/ LESBIAN GAY AND BISEXUALSEXUAL ORIENTATION

Rural lesbians and a safer world

Memories of lesbian and gay struggle and fellowship

I grew up in the rural idyll of Herefordshire & Worcestershire, having known most of my life that I was attracted to my own sex. There was little chance of my ever “coming out”, even though I went to an all-girls school, because at that time there was still huge stigma attached to being lesbian. It would have been social death at school, and I really didn’t want to cope with being ostracised while trying to complete my O-levels. The successful gaining of O-levels was directly linked to my gaining a motorbike and I wanted that nearly as much as I wanted a set of drums.

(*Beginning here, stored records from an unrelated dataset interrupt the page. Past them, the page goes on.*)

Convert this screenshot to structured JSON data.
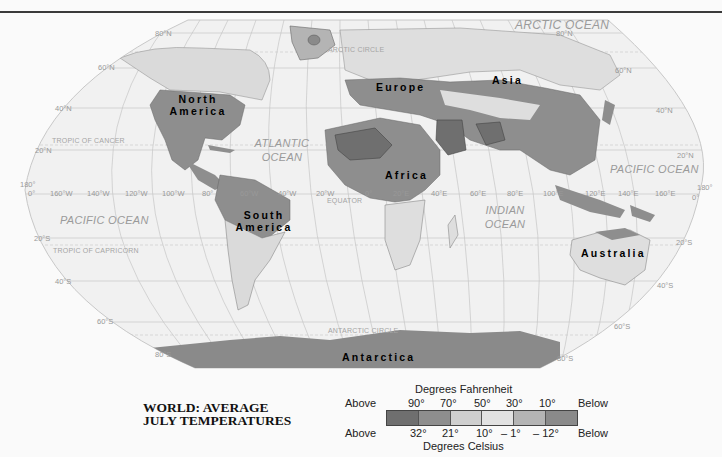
{
  "title": {
    "line1": "WORLD: AVERAGE",
    "line2": "JULY TEMPERATURES"
  },
  "legend": {
    "fahrenheit_label": "Degrees Fahrenheit",
    "celsius_label": "Degrees Celsius",
    "above": "Above",
    "below": "Below",
    "fahrenheit_ticks": [
      "90°",
      "70°",
      "50°",
      "30°",
      "10°"
    ],
    "celsius_ticks": [
      "32°",
      "21°",
      "10°",
      "– 1°",
      "– 12°"
    ],
    "classes": [
      {
        "range_f": "Above 90°",
        "range_c": "Above 32°",
        "color": "#6f6f6f"
      },
      {
        "range_f": "70°–90°",
        "range_c": "21°–32°",
        "color": "#8e8e8e"
      },
      {
        "range_f": "50°–70°",
        "range_c": "10°–21°",
        "color": "#cfcfcf"
      },
      {
        "range_f": "30°–50°",
        "range_c": "–1°–10°",
        "color": "#e2e2e2"
      },
      {
        "range_f": "10°–30°",
        "range_c": "–12°– –1°",
        "color": "#b4b4b4"
      },
      {
        "range_f": "Below 10°",
        "range_c": "Below –12°",
        "color": "#8a8a8a"
      }
    ]
  },
  "map": {
    "continents": {
      "north_america": "North America",
      "south_america": "South America",
      "europe": "Europe",
      "asia": "Asia",
      "africa": "Africa",
      "australia": "Australia",
      "antarctica": "Antarctica"
    },
    "oceans": {
      "arctic": "ARCTIC OCEAN",
      "atlantic_1": "ATLANTIC",
      "atlantic_2": "OCEAN",
      "pacific_west": "PACIFIC OCEAN",
      "pacific_east": "PACIFIC OCEAN",
      "indian_1": "INDIAN",
      "indian_2": "OCEAN"
    },
    "circles": {
      "arctic_circle": "ARCTIC CIRCLE",
      "antarctic_circle": "ANTARCTIC CIRCLE",
      "tropic_cancer": "TROPIC OF CANCER",
      "tropic_capricorn": "TROPIC OF CAPRICORN",
      "equator": "EQUATOR"
    },
    "latitudes": {
      "n80_left": "80°N",
      "n60_left": "60°N",
      "n40_left": "40°N",
      "n20_left": "20°N",
      "zero_left": "0°",
      "s20_left": "20°S",
      "s40_left": "40°S",
      "s60_left": "60°S",
      "s80_left": "80°S",
      "n80_right": "80°N",
      "n60_right": "60°N",
      "n40_right": "40°N",
      "n20_right": "20°N",
      "zero_right": "0°",
      "s20_right": "20°S",
      "s40_right": "40°S",
      "s60_right": "60°S",
      "s80_right": "80°S"
    },
    "longitudes": {
      "w180": "180°",
      "w160": "160°W",
      "w140": "140°W",
      "w120": "120°W",
      "w100": "100°W",
      "w80": "80°",
      "w60": "60°W",
      "w40": "40°W",
      "w20": "20°W",
      "zero": "0°",
      "e20": "20°E",
      "e40": "40°E",
      "e60": "60°E",
      "e80": "80°E",
      "e100": "100°E",
      "e120": "120°E",
      "e140": "140°E",
      "e160": "160°E",
      "e180": "180°"
    }
  },
  "colors": {
    "above90": "#6f6f6f",
    "f70_90": "#8e8e8e",
    "f50_70": "#cfcfcf",
    "f30_50": "#e2e2e2",
    "f10_30": "#b4b4b4",
    "below10": "#8a8a8a",
    "ocean": "#f1f1f1",
    "grid": "#c4c4c4"
  }
}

Peer pressure and hormones encouraged me to have boyfriends and although I knew it wasn’t for me, I persevered in the hope Mr Right might rock up. He almost did, but when I met the woman of my dreams all that faded into dust. She was an old school friend who’d moved to the USA and done her coming out while playing in a rock band. I had all the savvy of vegetarianism and an interest in surviving the nuclear threat, so she was impossibly cool and desirable in comparison.

We went out to Birmingham, to find signs of life. It was an eye opener for me but ennui for her. After a brief but intense fling where I finally gained escape velocity from heterosexuality, she went back to America and I went off to the feminist peace protest at Greenham Common.

Obviously, I now needed a girlfriend to cement my fledgling lesbian status and fortunately one appeared. We had very similar backgrounds and interests, and we were both seeking our first female partner. I struggled to find my feet in this new world and my parents’ aspirations for me evaporated. After some tense battles - “It’s like you’re going through puberty again!” - I was kicked out and this is how I ended up in a 25 year relationship complete with cats and eventually a civil partnership. With hindsight, I should have slowed down, but the miniscule size of my lesbian dating pool added pressure.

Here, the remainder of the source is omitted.